The mixed-use complex at 829 Carling Ave. will include 503 residential units and is located near an LRT station and the Ottawa Hospital’s Civic Campus.
The proposal will now go to city council for final approval.
Claridge originally proposed the project in 2022, with a plan to build a record-shattering 60-storey tower. In April, the plan was scaled back to the current design, which will still be taller than the current record-holder, Claridge’s Icon condo tower, located across the street at 805 Carling Ave.
On the ground floor, the development will include 3,200 square feet of commercial space on the Preston Street side, an increase from the 2,800 square feet Claridge proposed in 2021.
In its report, city staff said it's a move that “(reinforces) the Mainstreet Corridor character.” The main residential and office entrance will be located on Carling Avenue.
To address complaints that the first plan included too much parking, Claridge cut the proposed number of vehicle parking spots to 196 from 385 in the original proposal, while boosting the number of bicycle spaces to 482.
Vehicle parking spaces would be located in a six-storey underground garage accessible from Sidney Street.
According to a site plan recently filed with the city, the building, designed by Toronto’s Hariri Pontarini Architects, would include 264 one-bedroom apartments, 168 two-bedroom units, 48 studio apartments and 23 three-bedroom suites.
It’s the latest iteration of what would be the biggest development project yet in an area that’s ground zero for a spate of lofty mixed-use proposals.
The firm revamped the plan to its current specifications after the city’s special tall buildings design review panel critiqued it last spring.

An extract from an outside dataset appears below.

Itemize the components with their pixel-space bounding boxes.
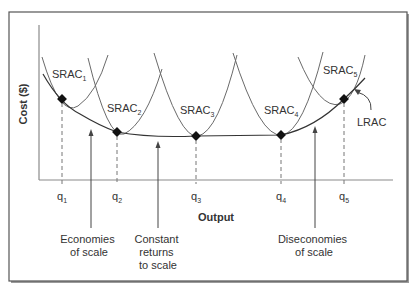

Claridge said the panel’s recommendations “focused on several key elements such as the relationship to the public realm, the tower’s podium, and the relationship of the tower within the context of the Preston-Carling corridors.”
While current zoning rules limit buildings in the neighbourhood to nine storeys, the city’s secondary plan allows developers to go higher on Carling Avenue near the Dow’s Lake LRT station in an effort to encourage intensification.
Buildings taller than 55 storeys require an Official Plan amendment – a provision that no longer applies to Claridge’s revised proposal, which would still require zoning bylaw amendments.
Noting that the property is within 400 metres of the Dow’s Lake light-rail station, Claridge said the plan represents “a significant redevelopment opportunity of an underutilized property in proximity to existing transit,” adding the project “will promote the use of transit and increase housing options along this transit corridor, promoting active transportation within the city’s urban area.”
When Claridge submitted its original proposal nearly four years ago, chief financial officer Neil Malhotra told OBJ he didn’t expect significant backlash over the tower’s then-proposed 60-storey height. He noted the city had already opened the door to “super-tall buildings” in the neighbourhood after green-lighting projects such as the Icon and Richcraft’s proposal for a trio of towers as tall as 55 storeys just down the street at 845 Carling Ave.
“We’re going to need bigger, bolder projects to try and address the housing supply shortage that we have in our market,” Malhotra said in an interview in October 2021.